LOUISVILLE, Ky. (WDRB) -- The conversation about reopening schools in southern Indiana changes by the community and the day.Ā 

On Tuesday, schools in the New Albany-Floyd County school district were preparing to reopen as some district leaders in neighboring Greater Clark County said it's time to rethink in person classes.

"I'm not sure we have the staffing necessary to do this to the best of our ability," Mark Felix, president of the Greater Clark Education Association, said in an interview with WDRB News. "We're struggling."

Felix said he would be surveying his teachers/members this week with plans to meet and present the data to GCCS Superintendent Mark Laughner on Friday.Ā 

"IĀ know its hard. The staff and teachers are working tirelessly right now, and they're just overwhelmed by all the changes coming at them," Felix said. "The online instruction is not as easy as people think it is ... We've got teachers claiming to be working 14-16 hour days preparing online and in-person instruction."Ā  Ā 

Greater Clark was the first sizable district in southern Indiana to test in-person instruction. In the first two weeks, the district confirmed COVID-19 cases at six schools, including Pleasant Ridge Elementary School in Charlestown, which closed to in-person instruction this week due to the number of staff members in quarantine. Felix said many teachers want to continue in-person education, but the district doesn't have the substitutes to deal with the ripple effect of staffers in and out of the classroom, and hundreds of families have shifted from in-person to online.

"My personal opinion is it won't be sustainable (to stay open) if the counts on the virus continue to rise," he said.

Parts of GCCS borders the New Albany-Floyd County Consolidated School Corporation.

Grant Line Elementary School Principal Tamara Swarens admits what's happening in the community right next door is a concern as NAFC heads back to in-person instruction Wednesday.Ā 

"We're just worried about student safety and want to make sure we have all of our safety procedures in place," Swarens said. "I think the best thing we can do is just follow medical guidelines and what our health department is telling us."Ā Ā 

In Swarens' school, classrooms have about 20 desks pushed from the front board to the back wall. Most bookshelves and tables are gone. A handful of classes remain in seated pods but with plexiglass separation. Swarens said those teachers received a grant for the added equipment.

Throughout the school community, supplies are gone. That means crayons, pencils and notebooks are not shared.

Tamara Swarens, the principal at Grant Line Elementary

Tamara Swarens, the principal at Grant Line Elementary

"Now, each child will have their own personal container to chose from," Swarens said. "We are one-to-one on technology, so every student will have a Chromebook or an iPad."

In the hallway, X's on the ground mark where students can stand in line for the restroom.Ā 

The temperatures of all faculty and staff members will be checked at the start of every school day. Students' temperatures will be checked at random, with about 100 checks a day.

In the cafeteria, every other seat is marked with an X, meaning a student can't sit there due to required social distancing and because of that limited space. The school gym is also now an eating space where only two students will be assigned per table.

"I'm so excited. Like my outfit has been picked out for weeks," 8-year-old Niya Demoss said. "I just cant wait to see all my friends again and my new teacher. Everything, everything about it ... I'm so excited for everything."

8-year-old Niya Demoss

8-year-old Niya Demoss

Niya said she doesn't mind wearing a mask,Ā but her mom worries about the other third-graders.

"I'm a little apprehensive, but the kids need some kind of normalcy in their life," said Shaina Demoss, Niya's mother. "She was miserable when school closed, so there was no way I couldn't' send her back."

NAFC gave families the option to attend in-person or online in the pandemic. Education looks a little different by grade. K-6 will go in-person every day. Grades 7-12 return on block schedules, attending in-person either Monday and Wednesday or Tuesday and Thursday, with all of those students learning virtual on Fridays.

School leaders promised online instruction will be more rigorous this time around than when schools shut down in March.

"Our students from home will be connected to the teacher every day during direct instruction," Swarens said.Ā 

NAFC leaders estimate 80% of the district's students to come back in person Wednesday. That's about 9,000 kids.

Felix had some advice for school districts preparing to reopen:

"Train your teachers as soon as possible on the technology," he said. "And make sure you have as many people hired as possible for subs because you will face that eventually."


_What this task involves:_
Would you transcribe each entry precisely as it stands, setting aside any images?

(Records provided begins)

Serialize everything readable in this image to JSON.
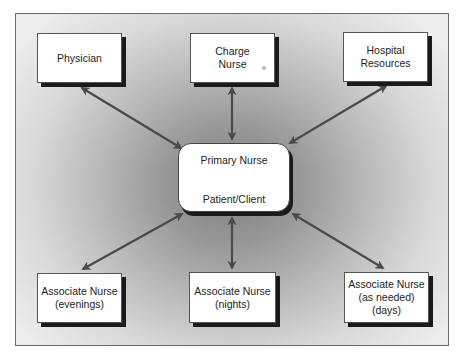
{
  "diagram": {
    "type": "hub-and-spoke communication diagram",
    "center": {
      "top_label": "Primary Nurse",
      "bottom_label": "Patient/Client",
      "internal_link": "bidirectional"
    },
    "nodes": [
      {
        "id": "physician",
        "lines": [
          "Physician"
        ]
      },
      {
        "id": "charge-nurse",
        "lines": [
          "Charge",
          "Nurse"
        ]
      },
      {
        "id": "hospital-resources",
        "lines": [
          "Hospital",
          "Resources"
        ]
      },
      {
        "id": "associate-nurse-evenings",
        "lines": [
          "Associate Nurse",
          "(evenings)"
        ]
      },
      {
        "id": "associate-nurse-nights",
        "lines": [
          "Associate Nurse",
          "(nights)"
        ]
      },
      {
        "id": "associate-nurse-as-needed",
        "lines": [
          "Associate Nurse",
          "(as needed)",
          "(days)"
        ]
      }
    ],
    "edges": [
      {
        "from": "center",
        "to": "physician",
        "direction": "bidirectional"
      },
      {
        "from": "center",
        "to": "charge-nurse",
        "direction": "bidirectional"
      },
      {
        "from": "center",
        "to": "hospital-resources",
        "direction": "bidirectional"
      },
      {
        "from": "center",
        "to": "associate-nurse-evenings",
        "direction": "bidirectional"
      },
      {
        "from": "center",
        "to": "associate-nurse-nights",
        "direction": "bidirectional"
      },
      {
        "from": "center",
        "to": "associate-nurse-as-needed",
        "direction": "bidirectional"
      }
    ],
    "colors": {
      "arrow": "#4a4a4a",
      "node_fill": "#ffffff",
      "shadow": "#1a1a1a",
      "background_center": "#7e7e7e",
      "background_edge": "#ececec"
    }
  }
}
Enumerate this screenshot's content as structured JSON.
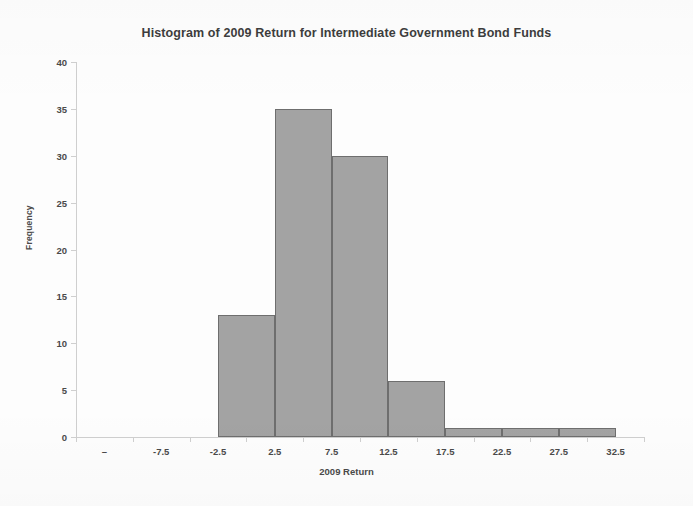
{
  "chart_data": {
    "type": "bar",
    "title": "Histogram of 2009 Return for Intermediate Government Bond Funds",
    "xlabel": "2009 Return",
    "ylabel": "Frequency",
    "categories": [
      "–",
      "-7.5",
      "-2.5",
      "2.5",
      "7.5",
      "12.5",
      "17.5",
      "22.5",
      "27.5",
      "32.5"
    ],
    "values": [
      0,
      0,
      13,
      35,
      30,
      6,
      1,
      1,
      1,
      0
    ],
    "bars": [
      {
        "label": "-2.5",
        "value": 13
      },
      {
        "label": "2.5",
        "value": 35
      },
      {
        "label": "7.5",
        "value": 30
      },
      {
        "label": "12.5",
        "value": 6
      },
      {
        "label": "17.5",
        "value": 1
      },
      {
        "label": "22.5",
        "value": 1
      },
      {
        "label": "27.5",
        "value": 1
      }
    ],
    "ylim": [
      0,
      40
    ],
    "yticks": [
      "0",
      "5",
      "10",
      "15",
      "20",
      "25",
      "30",
      "35",
      "40"
    ],
    "grid": false,
    "legend": "none",
    "bar_color": "#a3a3a3",
    "bar_border_color": "#6e6e6e",
    "axis_color": "#cfcfcf",
    "text_color": "#4a4a4a",
    "background": "#fdfdfd"
  }
}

(Records provided ends)

_Exercise solution:_
Serialize everything readable in this image to JSON.
{
  "diagram": {
    "type": "hub-and-spoke communication diagram",
    "center": {
      "top_label": "Primary Nurse",
      "bottom_label": "Patient/Client",
      "internal_link": "bidirectional"
    },
    "nodes": [
      {
        "id": "physician",
        "lines": [
          "Physician"
        ]
      },
      {
        "id": "charge-nurse",
        "lines": [
          "Charge",
          "Nurse"
        ]
      },
      {
        "id": "hospital-resources",
        "lines": [
          "Hospital",
          "Resources"
        ]
      },
      {
        "id": "associate-nurse-evenings",
        "lines": [
          "Associate Nurse",
          "(evenings)"
        ]
      },
      {
        "id": "associate-nurse-nights",
        "lines": [
          "Associate Nurse",
          "(nights)"
        ]
      },
      {
        "id": "associate-nurse-as-needed",
        "lines": [
          "Associate Nurse",
          "(as needed)",
          "(days)"
        ]
      }
    ],
    "edges": [
      {
        "from": "center",
        "to": "physician",
        "direction": "bidirectional"
      },
      {
        "from": "center",
        "to": "charge-nurse",
        "direction": "bidirectional"
      },
      {
        "from": "center",
        "to": "hospital-resources",
        "direction": "bidirectional"
      },
      {
        "from": "center",
        "to": "associate-nurse-evenings",
        "direction": "bidirectional"
      },
      {
        "from": "center",
        "to": "associate-nurse-nights",
        "direction": "bidirectional"
      },
      {
        "from": "center",
        "to": "associate-nurse-as-needed",
        "direction": "bidirectional"
      }
    ],
    "colors": {
      "arrow": "#4a4a4a",
      "node_fill": "#ffffff",
      "shadow": "#1a1a1a",
      "background_center": "#7e7e7e",
      "background_edge": "#ececec"
    }
  }
}
Enumerate this screenshot's content as structured JSON.
{
  "chart_data": {
    "type": "bar",
    "title": "Histogram of 2009 Return for Intermediate Government Bond Funds",
    "xlabel": "2009 Return",
    "ylabel": "Frequency",
    "categories": [
      "–",
      "-7.5",
      "-2.5",
      "2.5",
      "7.5",
      "12.5",
      "17.5",
      "22.5",
      "27.5",
      "32.5"
    ],
    "values": [
      0,
      0,
      13,
      35,
      30,
      6,
      1,
      1,
      1,
      0
    ],
    "bars": [
      {
        "label": "-2.5",
        "value": 13
      },
      {
        "label": "2.5",
        "value": 35
      },
      {
        "label": "7.5",
        "value": 30
      },
      {
        "label": "12.5",
        "value": 6
      },
      {
        "label": "17.5",
        "value": 1
      },
      {
        "label": "22.5",
        "value": 1
      },
      {
        "label": "27.5",
        "value": 1
      }
    ],
    "ylim": [
      0,
      40
    ],
    "yticks": [
      "0",
      "5",
      "10",
      "15",
      "20",
      "25",
      "30",
      "35",
      "40"
    ],
    "grid": false,
    "legend": "none",
    "bar_color": "#a3a3a3",
    "bar_border_color": "#6e6e6e",
    "axis_color": "#cfcfcf",
    "text_color": "#4a4a4a",
    "background": "#fdfdfd"
  }
}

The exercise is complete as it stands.